You’d think a bunch of folks who love their guns would understand this principle. Banning something doesn’t make it go away. It just takes it out of the hands of law-abiding citizens and puts it in the hands of people who don’t care about the law in the first place. That’s what this bill does. It’s the cannabis equivalent of telling Texans they can’t own guns, while pretending the cartels will just politely turn theirs in.

Meanwhile, the people actually harmed by SB3 aren’t shady characters in back alleys—they’re veterans, cancer patients, working moms with anxiety, and aging folks just trying to sleep through the night without a cocktail of prescription pills. They’re the small business owners you see at the farmers market or running the shop down the street. These are the people who built this industry—an industry that, let’s be honest, only exists because the state dragged its feet on real cannabis reform in the first place.

So let me get this straight… Texas refused to legalize adult-use cannabis. The state won’t decriminalize, even though cities keep trying. And now, with SB3, they’re coming for hemp too?

If you’re in the regulated hemp industry, you’ve been playing the game by the book. You’ve tested your products, registered with the state, and tried to stay on the right side of a constantly shifting legal line. And how does the state reward that? By moving the goalposts and lighting the field on fire.

There’s a word for that. It’s not regulation. It’s sabotage.

At the end of the day, this bill isn’t about protecting Texans. It’s about control. Control over an industry they never wanted in the first place.

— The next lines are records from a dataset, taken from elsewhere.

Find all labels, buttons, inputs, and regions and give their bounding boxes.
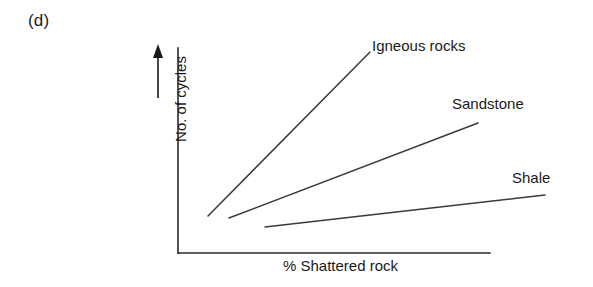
series-line-shale: [265, 195, 545, 227]
plot-area: [0, 0, 593, 287]
y-axis-title: No. of cycles: [171, 19, 191, 179]
series-label-shale: Shale: [512, 170, 550, 185]
x-axis-title: % Shattered rock: [283, 258, 398, 273]
y-axis-title-wrapper: No. of cycles: [171, 19, 191, 179]
series-label-sandstone: Sandstone: [452, 96, 524, 111]
y-axis-direction-arrow-head: [153, 44, 163, 58]
series-line-sandstone: [229, 123, 478, 218]
series-label-igneous-rocks: Igneous rocks: [372, 38, 465, 53]
series-line-igneous-rocks: [208, 52, 370, 216]
figure-panel-d: (d) Igneous rocks Sandstone Shale % Shat…: [0, 0, 593, 287]
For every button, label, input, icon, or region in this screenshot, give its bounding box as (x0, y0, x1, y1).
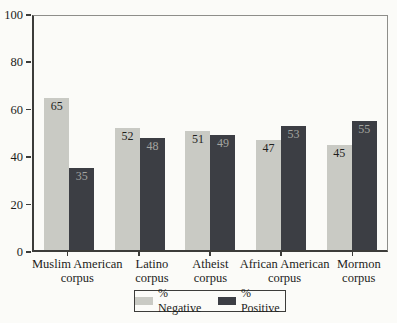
bar-value-label: 35 (65, 170, 98, 183)
bar-value-label: 55 (348, 123, 381, 136)
legend-entry-positive: % Positive (218, 286, 285, 316)
bar-group: 4555 (316, 121, 387, 250)
y-tick-label: 100 (0, 8, 23, 22)
x-tick-mark (280, 252, 282, 256)
legend: % Negative % Positive (134, 290, 286, 312)
x-tick-mark (67, 252, 69, 256)
legend-label-negative: % Negative (158, 286, 206, 316)
legend-label-positive: % Positive (241, 286, 285, 316)
y-tick-mark (26, 251, 31, 253)
y-tick-label: 0 (0, 245, 23, 259)
y-tick-label: 80 (0, 55, 23, 69)
bar: 53 (281, 126, 306, 250)
x-category-label: African Americancorpus (240, 258, 330, 285)
bar-value-label: 53 (277, 128, 310, 141)
bar-chart-figure: 020406080100 65355248514947534555 Muslim… (0, 0, 397, 323)
y-tick-label: 40 (0, 150, 23, 164)
x-category-label: Muslim Americancorpus (32, 258, 123, 285)
y-axis: 020406080100 (0, 15, 26, 252)
x-category-label: Mormoncorpus (330, 258, 389, 285)
y-tick-mark (26, 61, 31, 63)
bar-groups: 65355248514947534555 (34, 16, 387, 250)
y-tick-mark (26, 156, 31, 158)
y-tick-mark (26, 109, 31, 111)
bar: 55 (352, 121, 377, 250)
negative-series-swatch (135, 297, 153, 305)
y-tick-label: 20 (0, 198, 23, 212)
bar: 35 (69, 168, 94, 250)
x-category-label: Latinocorpus (123, 258, 182, 285)
bar-value-label: 48 (136, 140, 169, 153)
plot-inner: 65355248514947534555 (34, 16, 387, 250)
x-axis-labels: Muslim AmericancorpusLatinocorpusAtheist… (32, 258, 388, 285)
bar-group: 4753 (246, 126, 317, 250)
bar: 48 (140, 138, 165, 250)
bar-group: 5149 (175, 131, 246, 250)
legend-entry-negative: % Negative (135, 286, 206, 316)
x-tick-mark (352, 252, 354, 256)
y-tick-mark (26, 14, 31, 16)
bar-group: 5248 (105, 128, 176, 250)
bar: 47 (256, 140, 281, 250)
bar: 49 (210, 135, 235, 250)
x-tick-mark (138, 252, 140, 256)
y-tick-label: 60 (0, 103, 23, 117)
plot-area: 65355248514947534555 (32, 15, 388, 252)
bar-value-label: 65 (40, 100, 73, 113)
bar: 45 (327, 145, 352, 250)
y-tick-mark (26, 204, 31, 206)
bar-value-label: 49 (206, 137, 239, 150)
x-category-label: Atheistcorpus (181, 258, 240, 285)
x-tick-mark (209, 252, 211, 256)
positive-series-swatch (218, 297, 236, 305)
bar-group: 6535 (34, 98, 105, 250)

And if SB3 becomes law, don’t be surprised when the “dangerous” products they’re so worried about are still everywhere—only now, they’ll be cheaper, sketchier, and coming from someone who doesn’t pay taxes or check IDs.

But hey, at least the Capitol can pat itself on the back and say it “did something.”

Too bad that “something” might kill a $8 billion industry and put tens of thousands of Texans out of work.